Take a solution to the Brownian Movement problem; add everything that is known about spatial strategy; stir well with the enemy's probable interpretation of the signals from the torpedoes—and hope like hell.
The first ingredient is relatively easy to determine, the second very much less so, and the third is almost pure intuition.
Figures began to pop up on the screen. The FCO watched them, unmoving, his face a rigid mask. Then suddenly, he began to punch data into the torpedo-firing robots.
Roysland narrowed his eyes as he watched. The aJ projectors didn't require that much computation. If the aJ's were fired now, the Enlissa ship wouldn't have a chance to fire. And yet, statistics showed that—
Why?
The FCO's masklike face began to acquire a sheen of perspiration in the glowing lights of the control room as he watched the screen and punched methodically at the fire control board. It was work that no robot could do; it required the shrewdness, intuition, and foresightedness that is a peculiar quality of the human mind.
Without warning, the FCO jabbed violently at the white stud that stood at the edge of his panel. He jerked his finger off, and his hand seemed to freeze for a second. He had done the irrevocable; he had fired every torpedo in the ship.
The X-69 now possessed no armament except the aJ guns.
The first volley of screenbusters left the ship and slammed suddenly into the ultravelocity that only an unmanned torpedo is capable of. Even an antiacceleration field isn't one hundred per cent perfect. In no-space drive, a ship can accelerate at the spatial equivalent of better than a hundred thousand gravities without hurting the crew. But the tremendous acceleration of a war torpedo would crush any human body to a monomolecular film.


### What you should do
Where a line holds the word "Offers", copy that line from the data below.

[Dataset rows describing interfaces]

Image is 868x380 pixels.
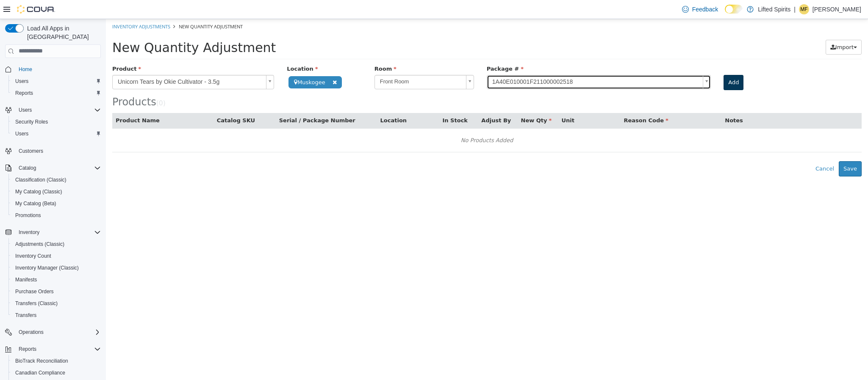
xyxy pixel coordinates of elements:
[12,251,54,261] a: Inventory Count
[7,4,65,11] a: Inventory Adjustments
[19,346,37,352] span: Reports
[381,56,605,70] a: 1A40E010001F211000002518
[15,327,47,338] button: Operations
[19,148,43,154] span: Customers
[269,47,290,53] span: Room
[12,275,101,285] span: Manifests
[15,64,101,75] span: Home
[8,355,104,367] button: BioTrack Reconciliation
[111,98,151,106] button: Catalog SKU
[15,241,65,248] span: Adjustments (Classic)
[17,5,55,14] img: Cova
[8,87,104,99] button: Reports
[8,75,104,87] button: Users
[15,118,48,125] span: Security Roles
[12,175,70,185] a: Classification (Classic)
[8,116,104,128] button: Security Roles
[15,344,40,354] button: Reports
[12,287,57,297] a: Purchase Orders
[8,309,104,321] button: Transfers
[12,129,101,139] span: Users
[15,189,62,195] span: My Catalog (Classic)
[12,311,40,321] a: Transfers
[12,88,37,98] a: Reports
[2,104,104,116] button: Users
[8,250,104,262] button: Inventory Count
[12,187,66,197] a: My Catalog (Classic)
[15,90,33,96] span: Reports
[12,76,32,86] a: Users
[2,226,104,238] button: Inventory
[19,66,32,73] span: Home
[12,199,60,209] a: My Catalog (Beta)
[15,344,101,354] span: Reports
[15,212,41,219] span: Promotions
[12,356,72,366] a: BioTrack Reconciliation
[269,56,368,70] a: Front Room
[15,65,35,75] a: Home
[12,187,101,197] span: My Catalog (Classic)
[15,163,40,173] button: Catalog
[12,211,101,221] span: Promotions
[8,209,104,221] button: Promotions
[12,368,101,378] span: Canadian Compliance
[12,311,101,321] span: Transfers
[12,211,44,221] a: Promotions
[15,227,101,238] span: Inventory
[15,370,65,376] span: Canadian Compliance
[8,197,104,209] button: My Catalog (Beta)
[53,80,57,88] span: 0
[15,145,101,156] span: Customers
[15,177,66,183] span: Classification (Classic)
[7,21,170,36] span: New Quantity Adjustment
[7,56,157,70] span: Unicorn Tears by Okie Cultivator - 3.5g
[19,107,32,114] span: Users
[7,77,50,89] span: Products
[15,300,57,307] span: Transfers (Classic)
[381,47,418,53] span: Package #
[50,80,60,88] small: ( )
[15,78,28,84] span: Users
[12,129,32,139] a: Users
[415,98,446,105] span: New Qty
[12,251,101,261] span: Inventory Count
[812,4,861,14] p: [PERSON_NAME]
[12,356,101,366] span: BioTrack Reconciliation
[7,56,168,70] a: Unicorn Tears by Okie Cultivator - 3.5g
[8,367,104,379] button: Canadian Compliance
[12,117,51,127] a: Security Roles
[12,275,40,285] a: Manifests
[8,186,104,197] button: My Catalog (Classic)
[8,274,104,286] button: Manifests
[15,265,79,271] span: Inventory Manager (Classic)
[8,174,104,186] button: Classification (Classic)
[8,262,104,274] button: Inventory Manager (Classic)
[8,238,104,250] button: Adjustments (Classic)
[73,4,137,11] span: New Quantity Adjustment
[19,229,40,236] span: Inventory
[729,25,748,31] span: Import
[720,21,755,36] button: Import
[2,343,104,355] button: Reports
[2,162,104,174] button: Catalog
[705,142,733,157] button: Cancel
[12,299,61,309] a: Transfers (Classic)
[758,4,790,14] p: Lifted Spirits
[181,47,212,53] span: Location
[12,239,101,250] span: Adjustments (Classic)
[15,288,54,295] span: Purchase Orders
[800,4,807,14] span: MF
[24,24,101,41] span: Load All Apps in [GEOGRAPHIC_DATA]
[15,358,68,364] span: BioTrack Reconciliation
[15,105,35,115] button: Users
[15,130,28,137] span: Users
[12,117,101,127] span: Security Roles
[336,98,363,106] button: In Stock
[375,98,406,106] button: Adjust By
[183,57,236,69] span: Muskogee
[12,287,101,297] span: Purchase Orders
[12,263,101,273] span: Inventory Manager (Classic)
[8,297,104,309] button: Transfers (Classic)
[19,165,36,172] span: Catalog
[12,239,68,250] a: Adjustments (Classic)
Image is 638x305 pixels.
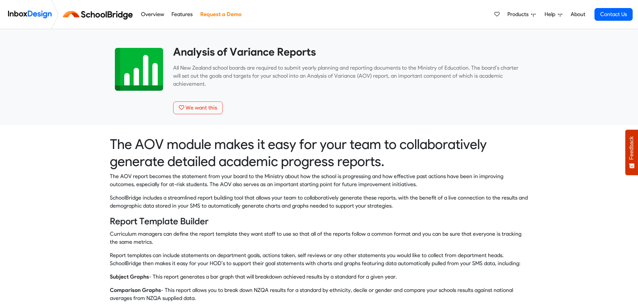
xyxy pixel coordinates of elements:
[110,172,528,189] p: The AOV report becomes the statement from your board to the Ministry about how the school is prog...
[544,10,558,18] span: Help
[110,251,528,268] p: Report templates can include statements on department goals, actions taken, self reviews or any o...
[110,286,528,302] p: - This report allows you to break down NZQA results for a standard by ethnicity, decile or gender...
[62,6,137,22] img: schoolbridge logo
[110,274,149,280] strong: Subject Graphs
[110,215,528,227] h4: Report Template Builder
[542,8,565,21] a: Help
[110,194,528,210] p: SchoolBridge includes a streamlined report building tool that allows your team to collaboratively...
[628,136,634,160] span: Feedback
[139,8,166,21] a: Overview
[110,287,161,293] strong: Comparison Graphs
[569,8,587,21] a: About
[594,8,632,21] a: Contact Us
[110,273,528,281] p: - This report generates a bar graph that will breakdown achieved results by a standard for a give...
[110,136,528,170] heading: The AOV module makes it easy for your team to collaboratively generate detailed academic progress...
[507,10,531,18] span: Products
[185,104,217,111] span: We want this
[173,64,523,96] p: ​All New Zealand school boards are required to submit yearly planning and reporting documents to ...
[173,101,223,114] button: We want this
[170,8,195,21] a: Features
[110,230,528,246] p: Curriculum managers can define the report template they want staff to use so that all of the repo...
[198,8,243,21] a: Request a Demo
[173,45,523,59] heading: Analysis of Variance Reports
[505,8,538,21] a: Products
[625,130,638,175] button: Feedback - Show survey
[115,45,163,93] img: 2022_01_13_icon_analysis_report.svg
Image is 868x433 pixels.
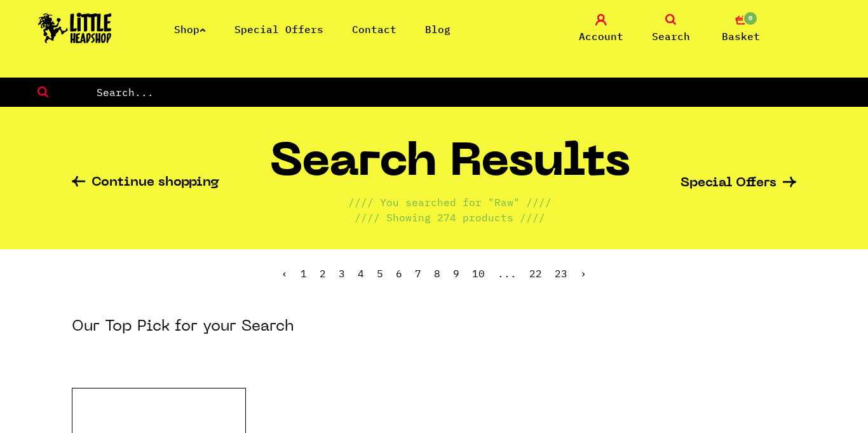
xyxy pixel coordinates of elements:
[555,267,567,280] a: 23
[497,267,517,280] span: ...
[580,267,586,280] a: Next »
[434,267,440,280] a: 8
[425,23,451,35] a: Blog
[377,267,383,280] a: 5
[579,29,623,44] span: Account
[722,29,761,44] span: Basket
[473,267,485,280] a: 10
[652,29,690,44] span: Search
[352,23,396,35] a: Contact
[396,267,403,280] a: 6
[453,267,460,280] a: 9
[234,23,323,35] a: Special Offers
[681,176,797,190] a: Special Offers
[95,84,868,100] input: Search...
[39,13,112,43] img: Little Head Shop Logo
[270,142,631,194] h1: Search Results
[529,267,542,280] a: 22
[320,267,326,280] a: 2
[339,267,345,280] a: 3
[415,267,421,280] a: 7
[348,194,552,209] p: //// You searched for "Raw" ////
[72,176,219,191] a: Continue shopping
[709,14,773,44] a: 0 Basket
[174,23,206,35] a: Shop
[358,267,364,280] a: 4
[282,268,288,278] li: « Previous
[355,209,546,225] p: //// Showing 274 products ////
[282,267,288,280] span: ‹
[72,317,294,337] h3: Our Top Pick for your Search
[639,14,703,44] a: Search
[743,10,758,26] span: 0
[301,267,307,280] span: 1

### Finished exercise
[234,23,323,35] a: Special Offers
[681,176,797,190] a: Special Offers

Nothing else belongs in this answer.